Capital Allocation, Capital Structure, and WACC

How Level I tests capital budgeting, NPV and IRR, ROIC, real options, WACC, and leverage tradeoffs.

This is where Level I Corporate Issuers becomes explicitly decision-oriented. The exam often asks which project or financing choice actually creates value rather than which one sounds bold or sophisticated.

Why This Lesson Matters

Candidates often know the formulas but still miss the question because they fail to ask:

  • what capital-allocation problem the firm is trying to solve
  • whether the project clears the right decision rule
  • how leverage changes both value and risk
  • whether management is choosing a financing mix that fits the issuer

The stronger reader sees capital allocation and capital structure as connected decisions.

NPV, IRR, And ROIC Answer Different Questions

MeasureWhat it helps decideCommon Level I trap
Net present value (NPV)Whether the project adds value in currency termsIgnoring scale and timing differences only to favor a high percentage return
Internal rate of return (IRR)The discount rate that makes NPV equal zeroTreating IRR as superior to NPV in every case
Return on invested capital (ROIC)How productively capital is being usedUsing it without comparing it to the cost of capital

The core NPV rule is:

$$ NPV = \sum_{t=0}^{n} \frac{CF_t}{(1+r)^t} $$

If NPV is positive, the project adds value under the assumptions used.

Real Options Matter Because Managers Are Not Always Locked In

Level I often introduces real options to show that capital investment can include flexibility:

  • option to delay
  • option to expand
  • option to abandon
  • option to switch use or input

The point is not advanced option pricing. It is recognizing that managerial flexibility can change project value.

Capital Allocation Is A Process, Not A Single Formula

Allocation questionWhy it matters
Reinvest in the business?Supports long-term growth if returns justify it
Return capital to investors?May be better if internal opportunities are weak
Acquire or divest?Changes strategic direction and risk
Preserve liquidity?Sometimes the best decision is flexibility, not expansion

Level I often tests whether management is choosing the use of capital that best fits opportunity quality and constraints.

WACC Connects Financing Mix To Project Hurdle Rate

The standard form is:

$$ WACC = w_d r_d (1-T) + w_e r_e $$

where debt and equity weights reflect the firm’s financing mix.

The formula matters because it links capital structure to project evaluation. A project does not create value just because it has a positive accounting return. It must exceed the relevant cost of capital.

Capital Structure Is About Tradeoffs, Not Maximizing Debt Or Equity

ConsiderationWhy it mattersTypical Level I angle
Debt tax shieldDebt can lower effective financing cost through tax deductibilityCandidates may overstate the benefit and ignore distress cost
Financial distress riskToo much leverage raises default and flexibility riskLevel I often tests the downside of excessive debt
Business riskMore stable firms can often support more leverage than volatile onesCapital structure depends on issuer characteristics
Target structureFirms often move toward a preferred financing mix over timeThe question may ask why actual and target structure differ temporarily

Level I may also reference Modigliani-Miller to show the difference between idealized assumptions and real-world frictions.

How CFA-Style Questions Usually Test This

  • by asking whether NPV or IRR gives the better decision rule in a conflict
  • by testing why ROIC must be compared with cost of capital
  • by using a WACC setup to interpret project or issuer choices
  • by asking which factor should push leverage higher or lower

Mini-Case

A company has one large project with a positive NPV but a lower IRR than a smaller alternative. A weak answer automatically picks the higher IRR because the percentage looks stronger. A stronger answer asks which project creates more value in absolute terms and whether the projects are mutually exclusive.

That is classic Level I design: the attractive-looking ratio is not always the right decision rule.

Common Traps

  • preferring IRR to NPV mechanically
  • forgetting to compare ROIC with cost of capital
  • treating debt tax benefits as if they have no offsetting cost
  • assuming capital allocation and capital structure are unrelated decisions

Sample CFA-Style Question

An analyst says increasing debt should always raise firm value because debt is cheaper than equity. What is the strongest critique?

Best answer: That is incomplete because greater leverage can also increase financial distress risk and reduce flexibility, so the value effect depends on tradeoffs rather than cost alone.

Why: Level I often tests whether you understand capital structure as an optimization problem, not a one-direction rule.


Task: Set down all of the entries exactly, leaving nothing out.

Exercise material Block Start

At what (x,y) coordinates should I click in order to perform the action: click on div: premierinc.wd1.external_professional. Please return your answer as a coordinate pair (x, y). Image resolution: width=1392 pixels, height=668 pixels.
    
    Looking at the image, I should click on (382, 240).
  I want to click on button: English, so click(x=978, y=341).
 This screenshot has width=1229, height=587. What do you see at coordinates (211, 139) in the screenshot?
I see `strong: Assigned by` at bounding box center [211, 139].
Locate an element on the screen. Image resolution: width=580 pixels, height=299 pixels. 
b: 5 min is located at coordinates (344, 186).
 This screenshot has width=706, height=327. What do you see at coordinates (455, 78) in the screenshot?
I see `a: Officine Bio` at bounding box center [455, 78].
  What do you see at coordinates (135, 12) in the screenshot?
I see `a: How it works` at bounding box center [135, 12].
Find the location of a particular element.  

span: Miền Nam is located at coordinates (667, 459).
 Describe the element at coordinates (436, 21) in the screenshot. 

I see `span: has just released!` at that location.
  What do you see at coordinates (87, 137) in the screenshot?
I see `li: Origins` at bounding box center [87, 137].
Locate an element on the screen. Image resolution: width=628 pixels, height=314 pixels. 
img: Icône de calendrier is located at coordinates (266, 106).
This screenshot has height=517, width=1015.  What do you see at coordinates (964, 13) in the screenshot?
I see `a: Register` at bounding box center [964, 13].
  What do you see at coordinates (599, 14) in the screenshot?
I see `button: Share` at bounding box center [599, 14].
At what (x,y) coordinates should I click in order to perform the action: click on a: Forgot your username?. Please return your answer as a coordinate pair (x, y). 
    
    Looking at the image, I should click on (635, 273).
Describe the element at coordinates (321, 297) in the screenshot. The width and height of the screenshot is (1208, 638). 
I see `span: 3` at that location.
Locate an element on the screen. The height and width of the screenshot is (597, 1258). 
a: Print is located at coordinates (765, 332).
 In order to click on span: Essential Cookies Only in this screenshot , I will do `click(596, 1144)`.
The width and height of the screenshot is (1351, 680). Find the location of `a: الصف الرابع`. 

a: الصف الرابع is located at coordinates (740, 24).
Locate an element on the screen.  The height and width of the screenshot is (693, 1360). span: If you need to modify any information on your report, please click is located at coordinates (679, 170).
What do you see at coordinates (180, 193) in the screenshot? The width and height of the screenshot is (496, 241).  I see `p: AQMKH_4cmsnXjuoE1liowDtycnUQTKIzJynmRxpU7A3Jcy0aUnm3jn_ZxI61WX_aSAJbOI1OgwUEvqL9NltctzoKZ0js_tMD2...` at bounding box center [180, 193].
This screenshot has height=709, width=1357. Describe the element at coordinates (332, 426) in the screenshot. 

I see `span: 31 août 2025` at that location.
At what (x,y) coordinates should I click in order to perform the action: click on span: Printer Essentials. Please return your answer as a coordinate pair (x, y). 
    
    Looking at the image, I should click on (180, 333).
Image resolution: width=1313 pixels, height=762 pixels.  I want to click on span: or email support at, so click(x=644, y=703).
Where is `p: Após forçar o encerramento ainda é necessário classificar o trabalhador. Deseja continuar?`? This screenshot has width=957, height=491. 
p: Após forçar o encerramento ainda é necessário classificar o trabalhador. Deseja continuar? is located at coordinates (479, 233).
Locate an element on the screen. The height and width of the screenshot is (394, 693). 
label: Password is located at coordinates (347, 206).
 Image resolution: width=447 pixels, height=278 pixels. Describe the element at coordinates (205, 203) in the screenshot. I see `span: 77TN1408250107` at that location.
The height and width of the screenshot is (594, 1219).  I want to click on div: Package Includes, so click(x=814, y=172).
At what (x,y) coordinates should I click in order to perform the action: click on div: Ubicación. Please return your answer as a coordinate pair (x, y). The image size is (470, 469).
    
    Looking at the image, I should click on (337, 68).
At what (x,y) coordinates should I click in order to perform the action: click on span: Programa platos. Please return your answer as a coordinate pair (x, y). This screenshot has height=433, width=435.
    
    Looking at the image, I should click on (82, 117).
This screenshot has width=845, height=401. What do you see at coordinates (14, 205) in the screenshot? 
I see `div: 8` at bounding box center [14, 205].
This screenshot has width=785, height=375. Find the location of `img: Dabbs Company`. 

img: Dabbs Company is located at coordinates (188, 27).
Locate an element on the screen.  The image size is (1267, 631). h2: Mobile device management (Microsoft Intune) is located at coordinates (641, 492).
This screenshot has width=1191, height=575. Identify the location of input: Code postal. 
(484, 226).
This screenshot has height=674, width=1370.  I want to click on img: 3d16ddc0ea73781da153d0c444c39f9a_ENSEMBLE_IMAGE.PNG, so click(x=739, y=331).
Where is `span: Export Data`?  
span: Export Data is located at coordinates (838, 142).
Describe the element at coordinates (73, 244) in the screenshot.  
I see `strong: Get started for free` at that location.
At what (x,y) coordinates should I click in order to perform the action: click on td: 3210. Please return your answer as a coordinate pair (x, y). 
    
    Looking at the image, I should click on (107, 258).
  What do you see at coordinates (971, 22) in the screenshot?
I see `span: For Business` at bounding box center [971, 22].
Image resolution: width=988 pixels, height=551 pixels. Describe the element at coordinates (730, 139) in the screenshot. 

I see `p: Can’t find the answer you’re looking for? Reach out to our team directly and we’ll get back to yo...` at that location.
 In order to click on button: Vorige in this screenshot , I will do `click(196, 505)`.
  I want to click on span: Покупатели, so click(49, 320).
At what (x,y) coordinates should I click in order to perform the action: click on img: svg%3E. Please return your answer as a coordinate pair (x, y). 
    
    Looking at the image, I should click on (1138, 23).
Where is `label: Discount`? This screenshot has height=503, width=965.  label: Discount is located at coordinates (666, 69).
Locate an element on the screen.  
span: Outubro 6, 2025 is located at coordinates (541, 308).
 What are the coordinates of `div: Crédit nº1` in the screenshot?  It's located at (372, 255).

Exercise material Block End

Output below:
At what (x,y) coordinates should I click in order to perform the action: click on div: premierinc.wd1.external_professional. Please return your answer as a coordinate pair (x, y). Image resolution: width=1392 pixels, height=668 pixels.
    
    Looking at the image, I should click on (382, 240).
  I want to click on button: English, so click(x=978, y=341).
 This screenshot has width=1229, height=587. What do you see at coordinates (211, 139) in the screenshot?
I see `strong: Assigned by` at bounding box center [211, 139].
Locate an element on the screen. Image resolution: width=580 pixels, height=299 pixels. 
b: 5 min is located at coordinates (344, 186).
 This screenshot has width=706, height=327. What do you see at coordinates (455, 78) in the screenshot?
I see `a: Officine Bio` at bounding box center [455, 78].
  What do you see at coordinates (135, 12) in the screenshot?
I see `a: How it works` at bounding box center [135, 12].
Find the location of a particular element.  

span: Miền Nam is located at coordinates (667, 459).
 Describe the element at coordinates (436, 21) in the screenshot. 

I see `span: has just released!` at that location.
  What do you see at coordinates (87, 137) in the screenshot?
I see `li: Origins` at bounding box center [87, 137].
Locate an element on the screen. Image resolution: width=628 pixels, height=314 pixels. 
img: Icône de calendrier is located at coordinates (266, 106).
This screenshot has height=517, width=1015.  What do you see at coordinates (964, 13) in the screenshot?
I see `a: Register` at bounding box center [964, 13].
  What do you see at coordinates (599, 14) in the screenshot?
I see `button: Share` at bounding box center [599, 14].
At what (x,y) coordinates should I click in order to perform the action: click on a: Forgot your username?. Please return your answer as a coordinate pair (x, y). 
    
    Looking at the image, I should click on (635, 273).
Describe the element at coordinates (321, 297) in the screenshot. The width and height of the screenshot is (1208, 638). 
I see `span: 3` at that location.
Locate an element on the screen. The height and width of the screenshot is (597, 1258). 
a: Print is located at coordinates (765, 332).
 In order to click on span: Essential Cookies Only in this screenshot , I will do `click(596, 1144)`.
The width and height of the screenshot is (1351, 680). Find the location of `a: الصف الرابع`. 

a: الصف الرابع is located at coordinates (740, 24).
Locate an element on the screen.  The height and width of the screenshot is (693, 1360). span: If you need to modify any information on your report, please click is located at coordinates (679, 170).
What do you see at coordinates (180, 193) in the screenshot? The width and height of the screenshot is (496, 241).  I see `p: AQMKH_4cmsnXjuoE1liowDtycnUQTKIzJynmRxpU7A3Jcy0aUnm3jn_ZxI61WX_aSAJbOI1OgwUEvqL9NltctzoKZ0js_tMD2...` at bounding box center [180, 193].
This screenshot has height=709, width=1357. Describe the element at coordinates (332, 426) in the screenshot. 

I see `span: 31 août 2025` at that location.
At what (x,y) coordinates should I click in order to perform the action: click on span: Printer Essentials. Please return your answer as a coordinate pair (x, y). 
    
    Looking at the image, I should click on (180, 333).
Image resolution: width=1313 pixels, height=762 pixels.  I want to click on span: or email support at, so click(x=644, y=703).
Where is `p: Após forçar o encerramento ainda é necessário classificar o trabalhador. Deseja continuar?`? This screenshot has width=957, height=491. 
p: Após forçar o encerramento ainda é necessário classificar o trabalhador. Deseja continuar? is located at coordinates (479, 233).
Locate an element on the screen. The height and width of the screenshot is (394, 693). 
label: Password is located at coordinates (347, 206).
 Image resolution: width=447 pixels, height=278 pixels. Describe the element at coordinates (205, 203) in the screenshot. I see `span: 77TN1408250107` at that location.
The height and width of the screenshot is (594, 1219).  I want to click on div: Package Includes, so click(x=814, y=172).
At what (x,y) coordinates should I click in order to perform the action: click on div: Ubicación. Please return your answer as a coordinate pair (x, y). The image size is (470, 469).
    
    Looking at the image, I should click on (337, 68).
At what (x,y) coordinates should I click in order to perform the action: click on span: Programa platos. Please return your answer as a coordinate pair (x, y). This screenshot has height=433, width=435.
    
    Looking at the image, I should click on (82, 117).
This screenshot has width=845, height=401. What do you see at coordinates (14, 205) in the screenshot? 
I see `div: 8` at bounding box center [14, 205].
This screenshot has width=785, height=375. Find the location of `img: Dabbs Company`. 

img: Dabbs Company is located at coordinates (188, 27).
Locate an element on the screen.  The image size is (1267, 631). h2: Mobile device management (Microsoft Intune) is located at coordinates (641, 492).
This screenshot has width=1191, height=575. Identify the location of input: Code postal. 
(484, 226).
This screenshot has height=674, width=1370.  I want to click on img: 3d16ddc0ea73781da153d0c444c39f9a_ENSEMBLE_IMAGE.PNG, so click(x=739, y=331).
Where is `span: Export Data`?  
span: Export Data is located at coordinates (838, 142).
Describe the element at coordinates (73, 244) in the screenshot.  
I see `strong: Get started for free` at that location.
At what (x,y) coordinates should I click in order to perform the action: click on td: 3210. Please return your answer as a coordinate pair (x, y). 
    
    Looking at the image, I should click on (107, 258).
  What do you see at coordinates (971, 22) in the screenshot?
I see `span: For Business` at bounding box center [971, 22].
Image resolution: width=988 pixels, height=551 pixels. Describe the element at coordinates (730, 139) in the screenshot. 

I see `p: Can’t find the answer you’re looking for? Reach out to our team directly and we’ll get back to yo...` at that location.
 In order to click on button: Vorige in this screenshot , I will do `click(196, 505)`.
  I want to click on span: Покупатели, so click(49, 320).
At what (x,y) coordinates should I click in order to perform the action: click on img: svg%3E. Please return your answer as a coordinate pair (x, y). 
    
    Looking at the image, I should click on (1138, 23).
Where is `label: Discount`? This screenshot has height=503, width=965.  label: Discount is located at coordinates (666, 69).
Locate an element on the screen.  
span: Outubro 6, 2025 is located at coordinates (541, 308).
 What are the coordinates of `div: Crédit nº1` in the screenshot?  It's located at (372, 255).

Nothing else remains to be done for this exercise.